Workload Management
While you can create individual pods directly, in production you rarely manage pods manually. Instead, you use workload controllers - higher-level Kubernetes resources that create and manage pods according to different application patterns.
Think of workload controllers as smart managers that:
- Create pods based on templates you define
- Monitor pod health and replace failed instances
- Handle scaling up and down based on demand
- Manage updates with strategies like rolling deployments
- Provide specialized behavior for different application types
Types of Workload Controllers
Kubernetes provides several workload controllers, each designed for specific use cases:
- Deployments manage multiple identical pods for stateless applications. They handle scaling, rolling updates, and automatic replacement of failed pods. Perfect for web applications where any pod can handle any request.

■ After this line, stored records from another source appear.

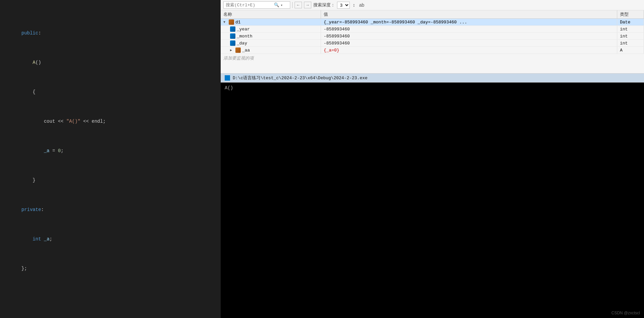 This screenshot has height=318, width=644. I want to click on toolbar-separator, so click(292, 5).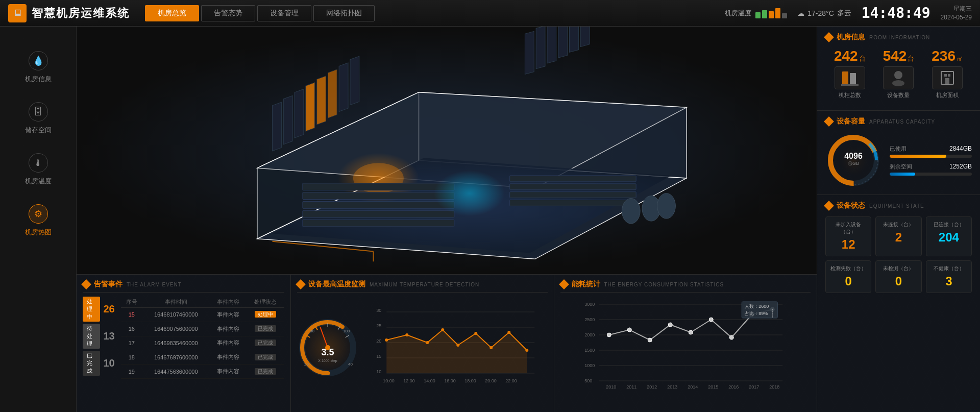  I want to click on equip-grid: 未加入设备（台） 12 未连接（台） 2 已连接（台） 204 检测失败（台） …, so click(898, 255).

- ReplicaSets ensure a specified number of identical pods are running at any time. While you rarely create ReplicaSets directly, they're the building blocks that Deployments use under the hood to manage pods.

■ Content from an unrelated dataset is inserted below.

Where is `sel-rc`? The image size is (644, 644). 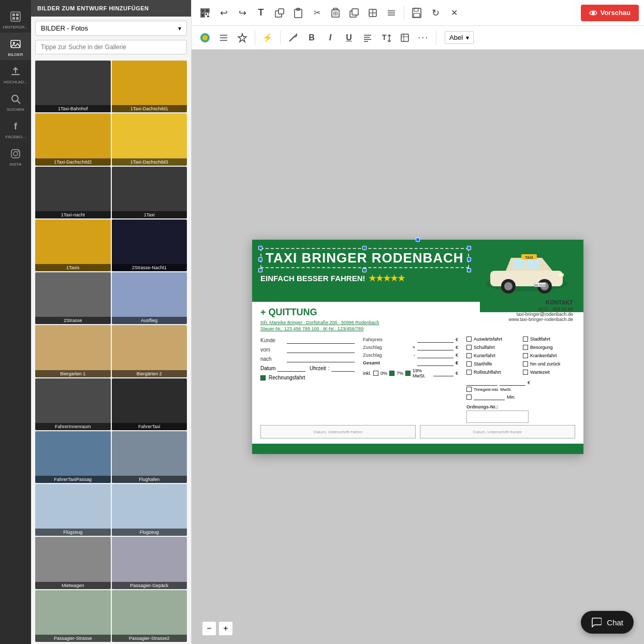
sel-rc is located at coordinates (469, 259).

- StatefulSets provide stable identities and persistent storage for stateful applications. Each pod gets a unique name (like
mysql-0,mysql-1) and its own persistent volume. Essential for databases and clustered applications. - DaemonSets ensure exactly one pod runs on each node (or selected nodes). Great for system-level services like log collectors or monitoring agents that need to run everywhere in your cluster.
- Jobs run pods until they complete successfully, then stop. Unlike other controllers, they don't restart completed pods. Ideal for one-time tasks like data migrations or batch processing.
- CronJobs create Jobs on a schedule using familiar cron syntax. They're perfect for recurring tasks like backups, report generation, or cleanup operations.
Understanding the Controller Hierarchy
It's helpful to understand how these controllers relate to each other:
Deployment → ReplicaSet → Pods
When you create a Deployment, here's what happens:
- Deployment creates and manages ReplicaSets
- ReplicaSet creates and manages the actual Pods
- Pods run your application containers
This layered approach enables powerful features:
- Rolling updates: Deployments create new ReplicaSets while gradually scaling down old ones
- Rollbacks: Deployments can switch back to previous ReplicaSet versions
- Scaling: Changes to replica count flow through ReplicaSets to Pods
You'll often see ReplicaSets when debugging (like kubectl get rs), but you typically manage them indirectly through Deployments.